“I love you so much, darling.” My voice broke while she blinked, her tiny eyelashes pressing down on her cheeks before she opened her eyes again, the cerulean blue staring back at me with so much patience, and I hoped I wouldn’t screw this up. “And your mommy loves you as well,” I hummed. “So freaking much.”
“She is definitely the louder one.” The nurse laughed, pulling my attention to her. “When they brought them in, I thought she would scream the hospital down.”
I couldn’t help but chuckle at that.
“She’s like her mom then,” I added, unable to keep my eyes away from her. “Extremely loud.”
“Oh that’s an understatement.” The nurse laughed with me. “He kept quiet,” she said, looking at the incubator where my son slept. “Observing everything, looking at us. When he realized that he wasn’t in any danger, he just fell asleep.”
Yeah, that sounded like me.
“How long are they going to be here?” I asked, looking at her. I held onto hope, no matter how small it was, that Ophelia would be okay, that all four of us would be able to get out of here together.
“Their vitals are relatively good, but the doctor wants to keep them here for at least a few weeks, for observation and to make sure they’re all good before we move them to a regular ward. I reckon they should be okay. There was no jaundice, nothing to indicate any possible infections. I’m sure they’ll be out in no time.”
In no time, she said, and that hope I held onto just beamed brighter, expanding in my chest at the mere thought that we would be okay. We would be fine, all of us.
I slowly moved backward, pulling my hands out of Malia’s incubator, but she didn’t like it. Not even a little bit.
The moment I started turning away from her, to go to her brother, a wail louder than should be possible from such a tiny body, rocked through the room, her tiny eyes squeezed shut as she cried, complaining.
“Oh-oh,” the nurse murmured. “Someone isn’t happy she isn’t getting all the attention.”
“Is she okay?” I asked, going closer to her again, my heart beating frantically in my chest. “Is she in pain?”
“No.” The nurse shook her head. “She just probably liked having you with her and now she wants it back.” The nurse chuckled. “Look.” She moved both incubators closer to me. “Now you can be with both of them.”
I looked toward my boy’s incubator, seeing him wide awake now, listening to Malia’s cries. As I pushed my left hand through his incubator and my right through Malia’s, cupping her head and holding his tiny leg, she quieted down, content once again.
“Malakai,” I murmured, looking at him. “I love you, son,” I whispered, tracing patterns over his leg, then to his arm, until he grabbed my finger with his tiny hand, holding me tighter than I knew could be possible.
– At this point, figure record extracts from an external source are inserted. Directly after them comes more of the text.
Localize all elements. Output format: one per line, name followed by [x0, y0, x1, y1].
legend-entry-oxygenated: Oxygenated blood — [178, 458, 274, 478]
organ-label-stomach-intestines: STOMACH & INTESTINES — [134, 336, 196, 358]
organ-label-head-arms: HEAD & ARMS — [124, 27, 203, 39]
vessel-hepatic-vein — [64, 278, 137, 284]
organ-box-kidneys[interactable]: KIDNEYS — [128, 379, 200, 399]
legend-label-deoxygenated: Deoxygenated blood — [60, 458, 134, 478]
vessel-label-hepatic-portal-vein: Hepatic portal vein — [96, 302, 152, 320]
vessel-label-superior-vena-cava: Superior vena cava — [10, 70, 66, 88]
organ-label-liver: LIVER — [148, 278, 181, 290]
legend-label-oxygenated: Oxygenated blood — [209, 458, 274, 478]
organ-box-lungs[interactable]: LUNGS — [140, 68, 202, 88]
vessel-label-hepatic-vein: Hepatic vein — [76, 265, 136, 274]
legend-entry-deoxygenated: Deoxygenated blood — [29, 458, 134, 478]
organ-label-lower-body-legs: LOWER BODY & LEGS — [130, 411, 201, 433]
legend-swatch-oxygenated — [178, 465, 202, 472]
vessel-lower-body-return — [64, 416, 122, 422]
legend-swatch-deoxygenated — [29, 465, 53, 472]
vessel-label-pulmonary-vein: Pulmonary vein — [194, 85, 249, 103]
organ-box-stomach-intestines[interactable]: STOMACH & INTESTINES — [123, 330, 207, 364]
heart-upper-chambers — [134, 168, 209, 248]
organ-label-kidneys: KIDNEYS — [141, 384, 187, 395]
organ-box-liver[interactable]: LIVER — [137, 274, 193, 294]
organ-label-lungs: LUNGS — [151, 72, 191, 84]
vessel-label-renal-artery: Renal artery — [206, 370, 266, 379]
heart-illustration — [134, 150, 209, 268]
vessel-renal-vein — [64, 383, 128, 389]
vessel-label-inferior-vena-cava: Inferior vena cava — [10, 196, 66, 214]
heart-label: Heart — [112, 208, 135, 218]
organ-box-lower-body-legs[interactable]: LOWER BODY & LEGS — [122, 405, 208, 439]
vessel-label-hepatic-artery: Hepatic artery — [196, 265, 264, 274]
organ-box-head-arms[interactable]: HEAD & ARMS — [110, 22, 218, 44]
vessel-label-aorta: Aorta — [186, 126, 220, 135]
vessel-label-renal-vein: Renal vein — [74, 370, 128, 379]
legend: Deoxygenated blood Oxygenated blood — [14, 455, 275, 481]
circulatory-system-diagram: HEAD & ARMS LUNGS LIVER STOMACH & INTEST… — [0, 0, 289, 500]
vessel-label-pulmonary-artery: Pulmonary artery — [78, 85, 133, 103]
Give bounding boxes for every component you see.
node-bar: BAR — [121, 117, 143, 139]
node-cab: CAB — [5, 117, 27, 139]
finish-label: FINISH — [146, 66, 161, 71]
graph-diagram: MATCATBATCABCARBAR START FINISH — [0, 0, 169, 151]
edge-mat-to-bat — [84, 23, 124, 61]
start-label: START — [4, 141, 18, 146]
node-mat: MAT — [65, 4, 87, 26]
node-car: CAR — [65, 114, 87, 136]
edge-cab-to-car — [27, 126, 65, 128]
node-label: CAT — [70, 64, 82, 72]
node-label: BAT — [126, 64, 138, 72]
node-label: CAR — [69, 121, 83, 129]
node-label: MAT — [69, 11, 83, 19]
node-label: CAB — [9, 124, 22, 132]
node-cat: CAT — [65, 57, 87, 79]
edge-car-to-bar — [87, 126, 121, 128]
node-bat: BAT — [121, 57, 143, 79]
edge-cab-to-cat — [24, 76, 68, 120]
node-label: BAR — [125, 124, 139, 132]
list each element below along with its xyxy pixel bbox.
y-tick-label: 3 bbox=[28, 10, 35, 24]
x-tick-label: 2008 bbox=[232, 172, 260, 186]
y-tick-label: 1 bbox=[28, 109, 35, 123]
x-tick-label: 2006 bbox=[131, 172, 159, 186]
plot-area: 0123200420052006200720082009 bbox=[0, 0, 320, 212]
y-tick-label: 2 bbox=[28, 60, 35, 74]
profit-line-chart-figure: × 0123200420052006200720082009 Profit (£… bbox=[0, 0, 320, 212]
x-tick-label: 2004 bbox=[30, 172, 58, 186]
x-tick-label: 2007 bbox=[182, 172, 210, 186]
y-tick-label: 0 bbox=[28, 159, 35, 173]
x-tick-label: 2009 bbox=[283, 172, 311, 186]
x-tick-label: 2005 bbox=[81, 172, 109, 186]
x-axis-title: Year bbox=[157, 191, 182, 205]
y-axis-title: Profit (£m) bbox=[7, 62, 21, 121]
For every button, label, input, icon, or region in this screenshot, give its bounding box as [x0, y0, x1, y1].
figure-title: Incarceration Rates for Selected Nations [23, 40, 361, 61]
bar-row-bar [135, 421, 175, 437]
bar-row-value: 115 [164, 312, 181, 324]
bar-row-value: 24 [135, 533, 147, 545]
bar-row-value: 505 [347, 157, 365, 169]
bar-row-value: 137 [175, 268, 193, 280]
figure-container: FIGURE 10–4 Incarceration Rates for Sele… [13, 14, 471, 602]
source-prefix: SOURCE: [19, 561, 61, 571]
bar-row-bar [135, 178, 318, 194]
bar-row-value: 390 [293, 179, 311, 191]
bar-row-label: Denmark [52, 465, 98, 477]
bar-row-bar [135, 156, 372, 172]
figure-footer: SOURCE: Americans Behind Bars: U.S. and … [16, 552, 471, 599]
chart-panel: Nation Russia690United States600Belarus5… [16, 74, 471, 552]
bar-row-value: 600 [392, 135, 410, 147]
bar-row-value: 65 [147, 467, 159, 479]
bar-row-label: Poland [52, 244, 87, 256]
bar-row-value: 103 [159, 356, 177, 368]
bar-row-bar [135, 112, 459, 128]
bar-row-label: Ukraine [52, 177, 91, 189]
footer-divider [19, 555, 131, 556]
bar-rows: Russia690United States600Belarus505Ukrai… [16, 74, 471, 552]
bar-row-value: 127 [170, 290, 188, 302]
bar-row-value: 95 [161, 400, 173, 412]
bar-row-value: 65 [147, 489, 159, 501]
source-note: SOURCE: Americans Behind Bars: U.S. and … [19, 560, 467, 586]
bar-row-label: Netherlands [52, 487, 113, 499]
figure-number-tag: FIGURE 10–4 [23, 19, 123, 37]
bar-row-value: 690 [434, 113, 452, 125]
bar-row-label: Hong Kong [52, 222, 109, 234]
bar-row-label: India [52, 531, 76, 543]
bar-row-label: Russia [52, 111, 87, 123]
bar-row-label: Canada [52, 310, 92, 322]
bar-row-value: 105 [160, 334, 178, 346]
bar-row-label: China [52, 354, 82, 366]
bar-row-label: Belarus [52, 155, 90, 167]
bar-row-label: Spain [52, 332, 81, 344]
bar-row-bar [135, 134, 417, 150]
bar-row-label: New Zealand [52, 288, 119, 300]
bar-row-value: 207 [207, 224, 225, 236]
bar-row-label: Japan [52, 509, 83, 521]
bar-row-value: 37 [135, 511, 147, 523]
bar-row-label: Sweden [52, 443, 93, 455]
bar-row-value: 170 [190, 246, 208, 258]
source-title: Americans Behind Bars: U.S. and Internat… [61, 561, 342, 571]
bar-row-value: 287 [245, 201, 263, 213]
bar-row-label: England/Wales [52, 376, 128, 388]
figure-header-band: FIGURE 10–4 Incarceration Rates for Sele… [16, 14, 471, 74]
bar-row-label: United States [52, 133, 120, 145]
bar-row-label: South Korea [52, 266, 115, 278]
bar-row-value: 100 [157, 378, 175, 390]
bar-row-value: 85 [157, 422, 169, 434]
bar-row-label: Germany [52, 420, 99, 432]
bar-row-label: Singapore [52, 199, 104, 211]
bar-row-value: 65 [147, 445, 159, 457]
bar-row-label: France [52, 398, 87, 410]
I looked back at Malia, my vision blurring from the tears, and saw her looking at me, no doubt trying to understand who I was.
“I love you both,” I whispered. “And your mom does too.”
I sat there until my eyes started closing, until the nurse nudged me before I could fall off of the chair. As I looked at the two of them, both of them sleeping, I knew I had to go back down to my Sunshine.
“What time is it?”
“You nodded off for maybe fifteen minutes,” the nurse whispered. “But they told me that the surgery is almost over if you’d like to go back down. The doctor will be out soon.”
I wanted to. God, I needed to go down, to hear what he had to say, but I didn’t want to leave Malia and Malakai alone. I didn’t want them to think that we were abandoning them.
Whatever she saw on my face, the nurse understood. With slow steps, she came to me, placing her hand on my shoulder, bringing my attention back to her.
“They’re going to be okay for an hour or so,” she said. “I’ll be here to keep an eye on them and you can come back later on. Okay?”
“Okay.” I nodded. “You promise to keep an eye on them?”
“I do.” She smiled. “Now go back down. Do you know the way?”
“Yeah,” I murmured. “Thank you.” I smiled at her. “I… I don’t know how to repay this.”
“Nah, just doing my job. Now go.” She ushered me out of the room. “There’s another person here that needs you.”
She didn’t have to tell me twice. I removed the gown they gave me before I entered NICU, removed the gloves I had on my hands, and all but sprinted toward the elevators, and down to the floor where Cillian and Indigo still sat, waiting for the news. Just as I came to the waiting room and the doors leading to the operating rooms, the doctor came out with a grim look on his face.
“No,” I murmured, closing the distance between him and me. His gown was covered in blood—Ophelia’s blood—and I fucking hated the defeated look on his face. “Please, no,” I murmured, feeling my voice waver with each passing second. “She isn’t—” my voice broke, unable to even utter the words.